■ Dataset records:

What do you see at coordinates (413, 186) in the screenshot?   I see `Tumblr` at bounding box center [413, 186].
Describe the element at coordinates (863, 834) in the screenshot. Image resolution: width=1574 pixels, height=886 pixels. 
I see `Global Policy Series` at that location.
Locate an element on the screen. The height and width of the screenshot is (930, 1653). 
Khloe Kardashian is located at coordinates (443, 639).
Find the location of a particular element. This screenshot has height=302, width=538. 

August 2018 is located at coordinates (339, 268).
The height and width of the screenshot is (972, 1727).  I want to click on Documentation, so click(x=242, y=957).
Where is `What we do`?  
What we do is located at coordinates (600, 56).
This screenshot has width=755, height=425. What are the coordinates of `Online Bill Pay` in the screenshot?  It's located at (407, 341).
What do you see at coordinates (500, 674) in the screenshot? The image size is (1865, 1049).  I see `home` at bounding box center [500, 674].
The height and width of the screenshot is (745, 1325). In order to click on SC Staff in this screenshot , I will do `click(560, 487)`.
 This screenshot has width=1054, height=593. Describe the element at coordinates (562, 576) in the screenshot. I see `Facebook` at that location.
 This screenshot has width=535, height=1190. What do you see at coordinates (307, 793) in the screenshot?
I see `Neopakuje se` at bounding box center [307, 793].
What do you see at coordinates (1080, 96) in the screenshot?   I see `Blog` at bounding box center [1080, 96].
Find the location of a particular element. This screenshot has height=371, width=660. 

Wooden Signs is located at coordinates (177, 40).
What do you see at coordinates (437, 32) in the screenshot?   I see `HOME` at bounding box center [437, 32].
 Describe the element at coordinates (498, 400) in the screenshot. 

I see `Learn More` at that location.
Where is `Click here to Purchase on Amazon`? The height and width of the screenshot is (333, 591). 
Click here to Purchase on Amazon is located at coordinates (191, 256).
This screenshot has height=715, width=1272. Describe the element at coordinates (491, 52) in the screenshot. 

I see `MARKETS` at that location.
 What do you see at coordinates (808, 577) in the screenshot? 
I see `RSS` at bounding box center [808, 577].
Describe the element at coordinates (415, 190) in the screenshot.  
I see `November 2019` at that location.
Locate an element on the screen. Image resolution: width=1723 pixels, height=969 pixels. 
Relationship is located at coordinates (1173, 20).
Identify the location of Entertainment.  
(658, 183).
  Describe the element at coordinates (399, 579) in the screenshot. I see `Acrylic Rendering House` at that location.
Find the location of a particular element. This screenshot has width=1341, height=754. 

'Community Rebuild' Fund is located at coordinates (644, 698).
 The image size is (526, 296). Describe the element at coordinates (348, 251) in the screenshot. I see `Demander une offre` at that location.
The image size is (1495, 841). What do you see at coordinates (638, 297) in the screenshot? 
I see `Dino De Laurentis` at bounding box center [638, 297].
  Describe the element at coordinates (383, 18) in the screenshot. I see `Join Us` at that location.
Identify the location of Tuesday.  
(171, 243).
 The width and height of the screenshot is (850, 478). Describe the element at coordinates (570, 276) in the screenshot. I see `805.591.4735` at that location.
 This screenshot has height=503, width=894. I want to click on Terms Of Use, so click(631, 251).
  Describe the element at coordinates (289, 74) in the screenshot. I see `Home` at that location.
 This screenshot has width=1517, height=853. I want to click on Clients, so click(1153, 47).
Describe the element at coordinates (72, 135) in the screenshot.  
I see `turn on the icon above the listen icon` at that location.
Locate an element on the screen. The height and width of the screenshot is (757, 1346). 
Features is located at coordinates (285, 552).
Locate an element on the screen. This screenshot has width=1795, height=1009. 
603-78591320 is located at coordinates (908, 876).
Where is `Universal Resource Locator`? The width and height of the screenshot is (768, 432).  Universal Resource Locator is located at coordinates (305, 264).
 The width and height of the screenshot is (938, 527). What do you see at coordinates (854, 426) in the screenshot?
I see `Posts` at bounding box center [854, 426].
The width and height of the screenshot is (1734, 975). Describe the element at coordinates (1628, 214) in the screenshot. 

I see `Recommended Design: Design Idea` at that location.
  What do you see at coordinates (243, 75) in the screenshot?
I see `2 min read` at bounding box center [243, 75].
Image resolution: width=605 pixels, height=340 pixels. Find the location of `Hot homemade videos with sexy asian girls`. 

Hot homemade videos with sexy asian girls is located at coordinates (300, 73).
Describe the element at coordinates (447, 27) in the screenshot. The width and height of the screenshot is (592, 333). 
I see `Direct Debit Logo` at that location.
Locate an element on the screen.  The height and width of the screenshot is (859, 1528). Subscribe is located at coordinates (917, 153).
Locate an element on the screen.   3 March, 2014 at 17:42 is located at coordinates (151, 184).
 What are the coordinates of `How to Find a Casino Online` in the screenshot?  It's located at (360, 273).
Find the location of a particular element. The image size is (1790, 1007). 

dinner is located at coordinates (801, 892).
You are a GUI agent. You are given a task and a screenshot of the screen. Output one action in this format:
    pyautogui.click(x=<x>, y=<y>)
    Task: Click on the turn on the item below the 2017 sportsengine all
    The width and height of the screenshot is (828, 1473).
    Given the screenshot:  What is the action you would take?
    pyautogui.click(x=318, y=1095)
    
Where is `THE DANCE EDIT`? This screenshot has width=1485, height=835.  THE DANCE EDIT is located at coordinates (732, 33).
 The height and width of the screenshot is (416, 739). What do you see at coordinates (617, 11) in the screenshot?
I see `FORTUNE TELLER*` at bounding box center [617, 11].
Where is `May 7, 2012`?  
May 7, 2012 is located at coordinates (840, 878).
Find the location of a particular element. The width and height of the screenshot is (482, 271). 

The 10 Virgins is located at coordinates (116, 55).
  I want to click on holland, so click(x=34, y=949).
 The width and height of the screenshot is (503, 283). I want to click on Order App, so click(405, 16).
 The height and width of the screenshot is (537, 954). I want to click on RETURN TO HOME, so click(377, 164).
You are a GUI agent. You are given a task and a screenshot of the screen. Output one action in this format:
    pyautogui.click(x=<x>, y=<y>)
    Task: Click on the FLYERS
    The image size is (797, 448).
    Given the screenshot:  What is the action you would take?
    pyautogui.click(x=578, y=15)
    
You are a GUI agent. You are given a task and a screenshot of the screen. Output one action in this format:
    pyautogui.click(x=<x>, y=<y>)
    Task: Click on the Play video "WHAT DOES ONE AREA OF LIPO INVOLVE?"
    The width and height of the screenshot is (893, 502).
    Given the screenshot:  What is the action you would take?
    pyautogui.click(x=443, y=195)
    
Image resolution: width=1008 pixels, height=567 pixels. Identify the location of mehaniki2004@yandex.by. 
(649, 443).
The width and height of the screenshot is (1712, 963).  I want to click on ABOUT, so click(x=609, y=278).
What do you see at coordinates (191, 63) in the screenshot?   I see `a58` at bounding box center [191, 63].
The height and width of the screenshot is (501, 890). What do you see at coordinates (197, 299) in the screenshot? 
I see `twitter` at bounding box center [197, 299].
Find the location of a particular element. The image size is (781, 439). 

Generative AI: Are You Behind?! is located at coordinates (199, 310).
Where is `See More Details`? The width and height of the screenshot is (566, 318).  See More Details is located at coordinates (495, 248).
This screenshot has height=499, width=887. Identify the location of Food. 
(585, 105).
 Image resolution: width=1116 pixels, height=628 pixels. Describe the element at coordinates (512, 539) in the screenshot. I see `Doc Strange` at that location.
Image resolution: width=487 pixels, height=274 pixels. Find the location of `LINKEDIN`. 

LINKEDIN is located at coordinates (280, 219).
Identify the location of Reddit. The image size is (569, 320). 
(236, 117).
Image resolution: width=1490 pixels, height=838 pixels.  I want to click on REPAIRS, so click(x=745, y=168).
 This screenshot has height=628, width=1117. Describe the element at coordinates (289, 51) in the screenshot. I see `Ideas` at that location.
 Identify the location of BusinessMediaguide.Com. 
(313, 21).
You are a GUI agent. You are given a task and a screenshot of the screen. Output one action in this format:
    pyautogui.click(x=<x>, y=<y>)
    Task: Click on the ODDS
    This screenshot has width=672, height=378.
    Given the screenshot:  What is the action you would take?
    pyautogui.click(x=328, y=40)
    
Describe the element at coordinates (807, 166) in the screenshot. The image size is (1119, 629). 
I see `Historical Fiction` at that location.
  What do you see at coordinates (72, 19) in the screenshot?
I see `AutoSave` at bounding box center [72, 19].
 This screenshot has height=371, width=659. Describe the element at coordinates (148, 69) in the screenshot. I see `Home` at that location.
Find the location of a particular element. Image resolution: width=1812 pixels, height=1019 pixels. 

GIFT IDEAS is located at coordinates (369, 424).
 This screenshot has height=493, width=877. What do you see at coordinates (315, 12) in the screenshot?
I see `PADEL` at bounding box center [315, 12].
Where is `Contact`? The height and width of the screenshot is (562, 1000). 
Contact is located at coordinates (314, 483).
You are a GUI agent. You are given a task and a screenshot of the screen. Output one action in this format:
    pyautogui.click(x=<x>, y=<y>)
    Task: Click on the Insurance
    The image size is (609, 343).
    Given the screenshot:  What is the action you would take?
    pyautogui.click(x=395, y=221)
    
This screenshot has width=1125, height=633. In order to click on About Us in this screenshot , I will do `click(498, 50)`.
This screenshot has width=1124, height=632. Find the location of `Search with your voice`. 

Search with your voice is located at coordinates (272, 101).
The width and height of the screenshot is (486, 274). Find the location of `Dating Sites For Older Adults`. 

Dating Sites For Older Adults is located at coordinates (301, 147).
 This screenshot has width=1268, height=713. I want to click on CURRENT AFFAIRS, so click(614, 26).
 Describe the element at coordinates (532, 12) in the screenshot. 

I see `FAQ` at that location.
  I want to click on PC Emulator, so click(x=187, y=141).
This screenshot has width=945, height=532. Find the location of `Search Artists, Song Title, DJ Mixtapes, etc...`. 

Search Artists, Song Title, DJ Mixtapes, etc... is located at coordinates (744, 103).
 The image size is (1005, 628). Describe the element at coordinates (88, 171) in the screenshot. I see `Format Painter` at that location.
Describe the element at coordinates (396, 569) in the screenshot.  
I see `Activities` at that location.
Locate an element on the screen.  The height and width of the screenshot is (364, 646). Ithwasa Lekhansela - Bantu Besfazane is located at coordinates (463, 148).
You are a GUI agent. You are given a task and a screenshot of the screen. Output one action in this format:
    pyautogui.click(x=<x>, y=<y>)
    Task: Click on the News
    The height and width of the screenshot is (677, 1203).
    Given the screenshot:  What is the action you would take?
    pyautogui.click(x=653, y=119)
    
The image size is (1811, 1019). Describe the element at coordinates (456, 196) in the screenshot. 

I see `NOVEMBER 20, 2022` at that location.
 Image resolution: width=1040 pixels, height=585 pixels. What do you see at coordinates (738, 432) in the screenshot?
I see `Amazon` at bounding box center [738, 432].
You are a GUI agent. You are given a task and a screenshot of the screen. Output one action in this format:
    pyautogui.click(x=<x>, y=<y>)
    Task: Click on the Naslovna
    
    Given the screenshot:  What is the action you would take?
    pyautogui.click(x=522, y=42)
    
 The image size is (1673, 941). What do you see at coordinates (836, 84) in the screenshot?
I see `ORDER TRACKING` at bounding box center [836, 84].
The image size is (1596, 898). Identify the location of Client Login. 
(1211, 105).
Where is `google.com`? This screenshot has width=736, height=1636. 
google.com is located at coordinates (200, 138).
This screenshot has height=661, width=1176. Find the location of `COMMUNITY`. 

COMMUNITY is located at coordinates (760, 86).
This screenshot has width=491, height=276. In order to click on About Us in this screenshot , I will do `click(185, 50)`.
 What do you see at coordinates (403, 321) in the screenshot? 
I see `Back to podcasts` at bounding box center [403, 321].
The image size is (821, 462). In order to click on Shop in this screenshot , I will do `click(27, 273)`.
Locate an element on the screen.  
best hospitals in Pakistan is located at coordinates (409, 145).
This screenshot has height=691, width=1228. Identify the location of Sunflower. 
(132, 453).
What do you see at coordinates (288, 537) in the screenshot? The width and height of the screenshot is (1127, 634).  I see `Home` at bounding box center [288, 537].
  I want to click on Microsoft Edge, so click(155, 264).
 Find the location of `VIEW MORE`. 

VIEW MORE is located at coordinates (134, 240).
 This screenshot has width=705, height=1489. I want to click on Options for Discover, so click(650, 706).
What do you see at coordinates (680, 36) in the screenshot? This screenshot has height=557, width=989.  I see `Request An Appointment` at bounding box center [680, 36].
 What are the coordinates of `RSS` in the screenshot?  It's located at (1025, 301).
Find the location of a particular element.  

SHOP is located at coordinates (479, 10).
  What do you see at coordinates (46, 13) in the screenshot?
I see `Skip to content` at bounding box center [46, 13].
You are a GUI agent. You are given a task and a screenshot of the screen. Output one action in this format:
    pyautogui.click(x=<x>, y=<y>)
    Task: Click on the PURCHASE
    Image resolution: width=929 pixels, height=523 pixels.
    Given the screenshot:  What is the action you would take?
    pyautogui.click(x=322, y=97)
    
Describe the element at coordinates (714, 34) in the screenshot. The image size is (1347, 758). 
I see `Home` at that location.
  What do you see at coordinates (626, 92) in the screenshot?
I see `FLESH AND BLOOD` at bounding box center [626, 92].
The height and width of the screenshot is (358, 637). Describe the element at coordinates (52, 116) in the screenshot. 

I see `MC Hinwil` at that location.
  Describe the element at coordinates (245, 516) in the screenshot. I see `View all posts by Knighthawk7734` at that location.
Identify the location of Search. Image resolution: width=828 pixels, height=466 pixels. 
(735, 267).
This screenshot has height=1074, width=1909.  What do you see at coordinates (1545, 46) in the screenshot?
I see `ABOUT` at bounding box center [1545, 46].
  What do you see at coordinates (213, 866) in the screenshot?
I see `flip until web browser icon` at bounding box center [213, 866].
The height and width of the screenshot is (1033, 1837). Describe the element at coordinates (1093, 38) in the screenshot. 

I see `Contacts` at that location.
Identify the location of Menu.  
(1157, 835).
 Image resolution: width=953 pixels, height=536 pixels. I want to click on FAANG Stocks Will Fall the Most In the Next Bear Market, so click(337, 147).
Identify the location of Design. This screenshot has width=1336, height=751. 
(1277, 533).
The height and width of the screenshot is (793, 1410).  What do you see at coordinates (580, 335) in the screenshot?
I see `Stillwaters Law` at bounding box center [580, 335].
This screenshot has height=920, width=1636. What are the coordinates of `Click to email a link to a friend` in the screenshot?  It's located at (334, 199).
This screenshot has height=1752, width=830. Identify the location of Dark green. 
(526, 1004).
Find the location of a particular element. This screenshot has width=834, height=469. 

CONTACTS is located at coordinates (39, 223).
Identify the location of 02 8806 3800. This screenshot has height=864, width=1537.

■ Task: Restate, word for word and with nothing added, the lines from the first line of the listing through the one where "What do you see at coordinates (500, 674)" stands.

■ Task answer:
What do you see at coordinates (413, 186) in the screenshot?   I see `Tumblr` at bounding box center [413, 186].
Describe the element at coordinates (863, 834) in the screenshot. Image resolution: width=1574 pixels, height=886 pixels. 
I see `Global Policy Series` at that location.
Locate an element on the screen. The height and width of the screenshot is (930, 1653). 
Khloe Kardashian is located at coordinates (443, 639).
Find the location of a particular element. This screenshot has height=302, width=538. 

August 2018 is located at coordinates (339, 268).
The height and width of the screenshot is (972, 1727).  I want to click on Documentation, so click(x=242, y=957).
Where is `What we do`?  
What we do is located at coordinates (600, 56).
This screenshot has width=755, height=425. What are the coordinates of `Online Bill Pay` in the screenshot?  It's located at (407, 341).
What do you see at coordinates (500, 674) in the screenshot? The image size is (1865, 1049).  I see `home` at bounding box center [500, 674].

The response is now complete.